Does Pipedrive have a built-in phone dialer?
Not without an add-on. Pipedrive has a calling feature that requires purchasing the Calling add-on (~$6/user/month) or connecting a third-party tool like Aircall, JustCall, or Ringover via integration. The native calling feature handles basic manual dialing and call logging but does not include power dialing, auto-dial queues, or voicemail drop. Close includes all of this on every paid plan without extra fees. If calling is core to your motion, the difference in total cost and setup simplicity is meaningful for teams doing more than 20 calls per rep per day.
Can Close replace a separate sequencer like Outreach or Salesloft?
For most SMB and mid-market teams, yes. Close's built-in email sequences support multi-step cadences, A/B testing, and automated sending from connected mailboxes. They are not as sophisticated as Outreach or Salesloft (no deep revenue intelligence, no native intent data integration), but for a 5-20 person team running outbound, Close sequences cover 80-90 percent of what you need without paying for a separate tool. Where Close falls short: LinkedIn touchpoints (Close is email and phone only), and the template library is less developed than purpose-built sequencers.
Which CRM is better for agencies managing campaigns for multiple clients?
Neither is purpose-built for agency use. Pipedrive does not natively segregate data by client in the way an agency needs. Close is a single-workspace CRM. For agencies running outbound for multiple clients, you either need separate workspaces per client (each paid separately) or a tagging-based workaround in a single workspace.

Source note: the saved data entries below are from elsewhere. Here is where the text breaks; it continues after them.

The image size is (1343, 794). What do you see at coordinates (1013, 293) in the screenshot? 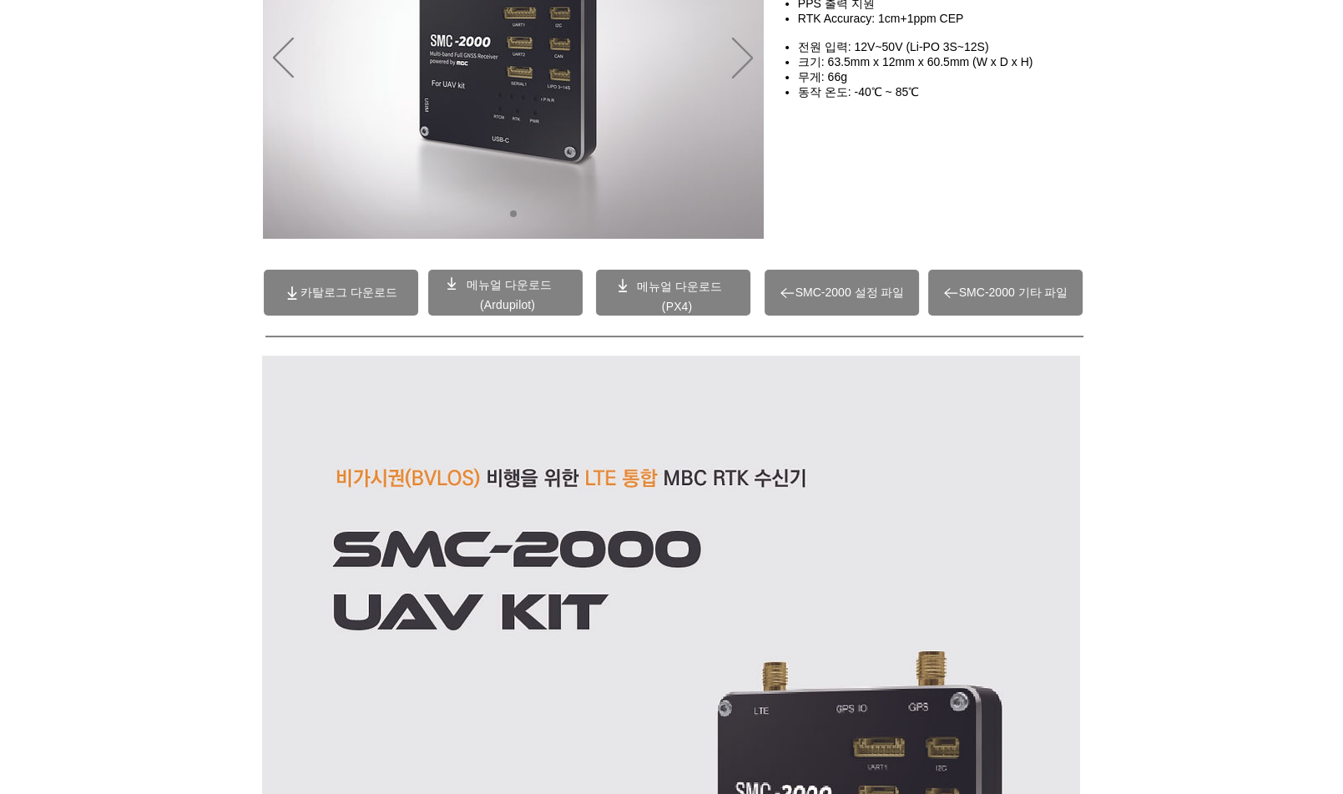
I see `span: SMC-2000 기타 파일` at bounding box center [1013, 293].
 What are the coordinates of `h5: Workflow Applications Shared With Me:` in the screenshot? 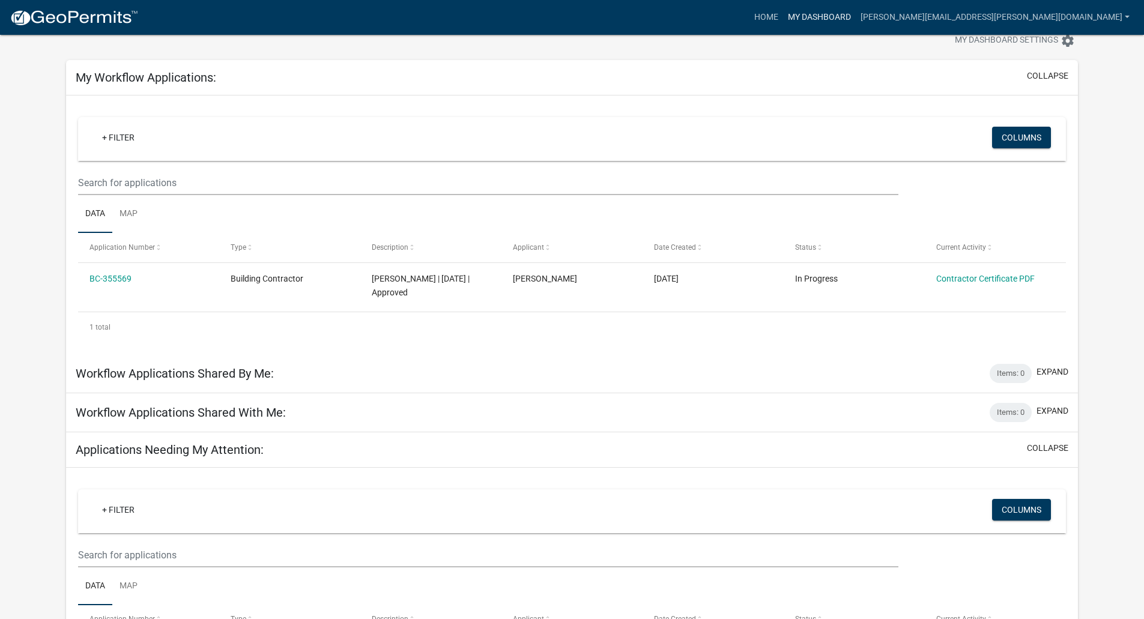 It's located at (181, 413).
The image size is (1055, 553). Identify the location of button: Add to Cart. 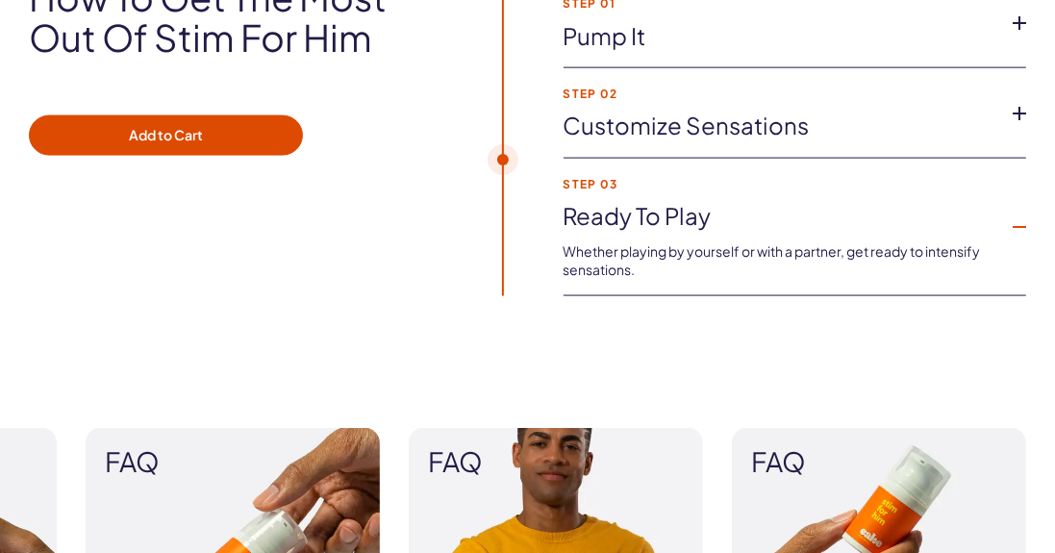
(165, 136).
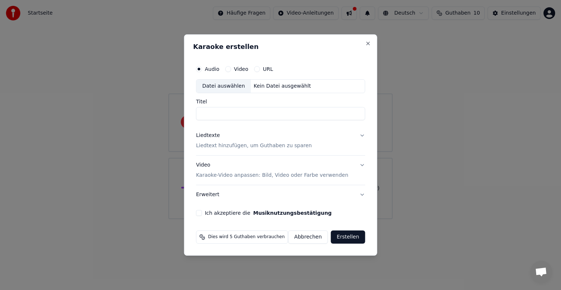  I want to click on button: VideoKaraoke-Video anpassen: Bild, Video oder Farbe verwenden, so click(280, 170).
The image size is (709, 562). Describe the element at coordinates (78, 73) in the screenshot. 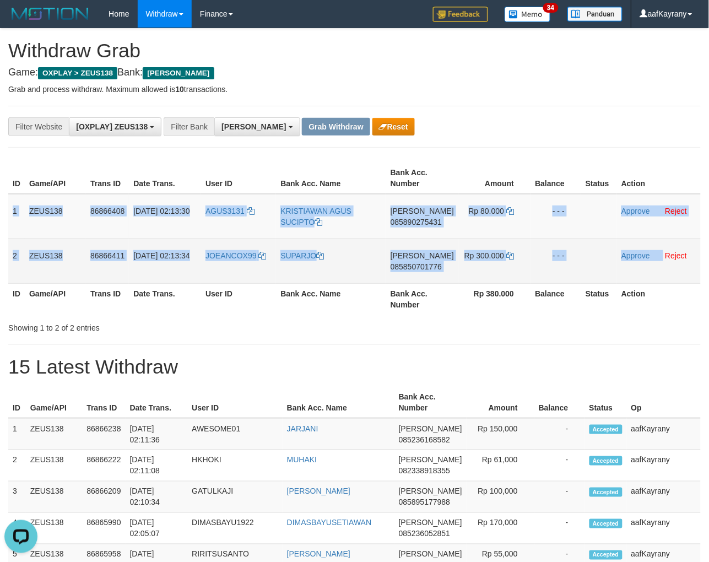

I see `span: OXPLAY > ZEUS138` at that location.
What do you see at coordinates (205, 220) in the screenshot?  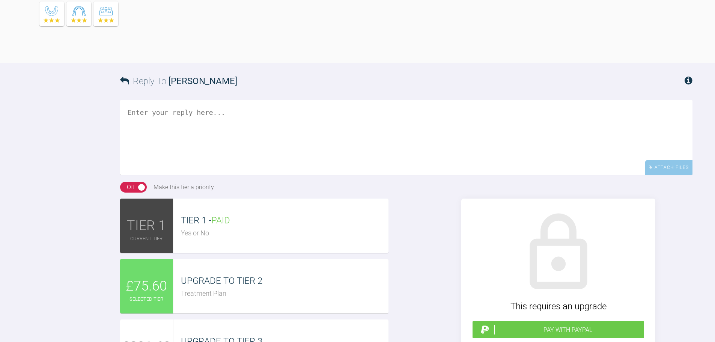 I see `span: TIER 1 -` at bounding box center [205, 220].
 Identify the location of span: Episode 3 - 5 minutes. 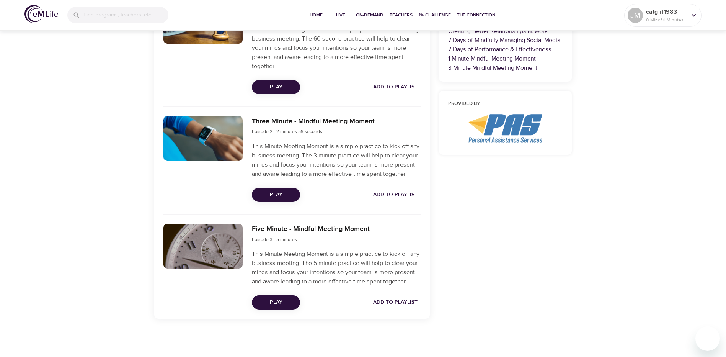
(274, 239).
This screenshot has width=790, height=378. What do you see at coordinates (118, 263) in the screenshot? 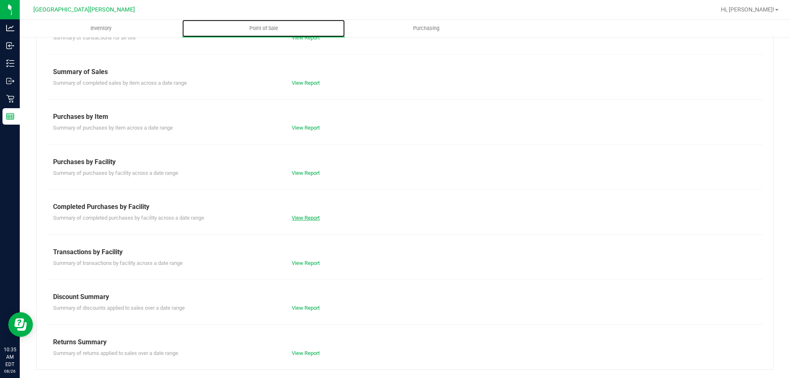
I see `span: Summary of transactions by facility across a date range` at bounding box center [118, 263].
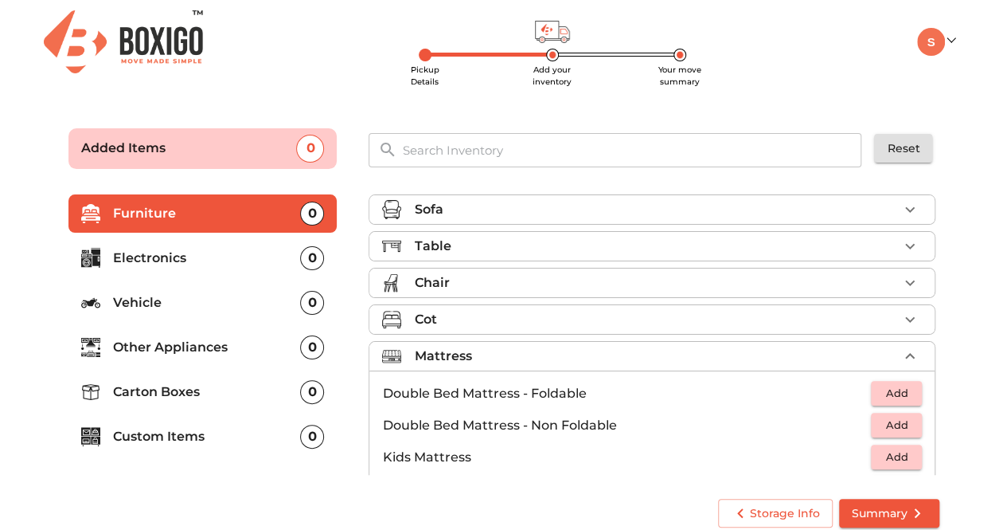  What do you see at coordinates (123, 41) in the screenshot?
I see `img: Boxigo` at bounding box center [123, 41].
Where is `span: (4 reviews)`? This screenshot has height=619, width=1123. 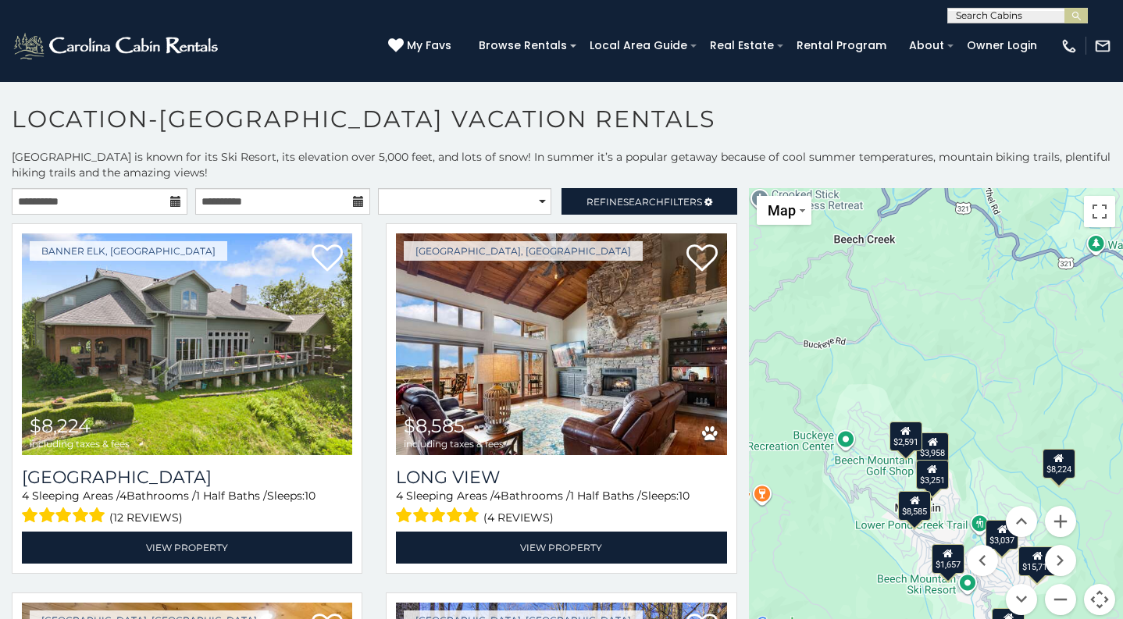 span: (4 reviews) is located at coordinates (518, 518).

If multi-client campaign management is the core need, purpose-built tools or a more flexible CRM like Attio tend to handle the complexity better than either Pipedrive or Close.
How does Pipedrive reporting compare to Close?
They report on different things. Pipedrive's strengths are pipeline reports: deal velocity, stage conversion rates, revenue forecasting, and rep-by-rep pipeline breakdown. Managers use it to see which deals are stalled and what is likely to close this quarter. Close focuses on activity reporting: calls made, emails sent, response rates, call duration, and rep activity volume. For a manager who needs to know what reps are doing all day, Close's activity analytics are more granular. For a manager tracking pipeline health and revenue forecasting, Pipedrive's reports are stronger.
Is Pipedrive good for longer B2B sales cycles?
Yes, that is one of its strongest use cases. Pipedrive's visual pipeline with customizable stages, deal aging indicators, and activity reminders was built for deals that move slowly through multiple stages over weeks or months. You can set expected close dates, track time in each stage, flag deals that have gone cold, and see your entire pipeline in one view. Close, by contrast, optimizes for fast-moving outbound: lots of new leads, quick qualification calls, and shorter cycles. For enterprise deals with 60-plus day cycles involving multiple stakeholders, Pipedrive's deal-tracking features are more relevant.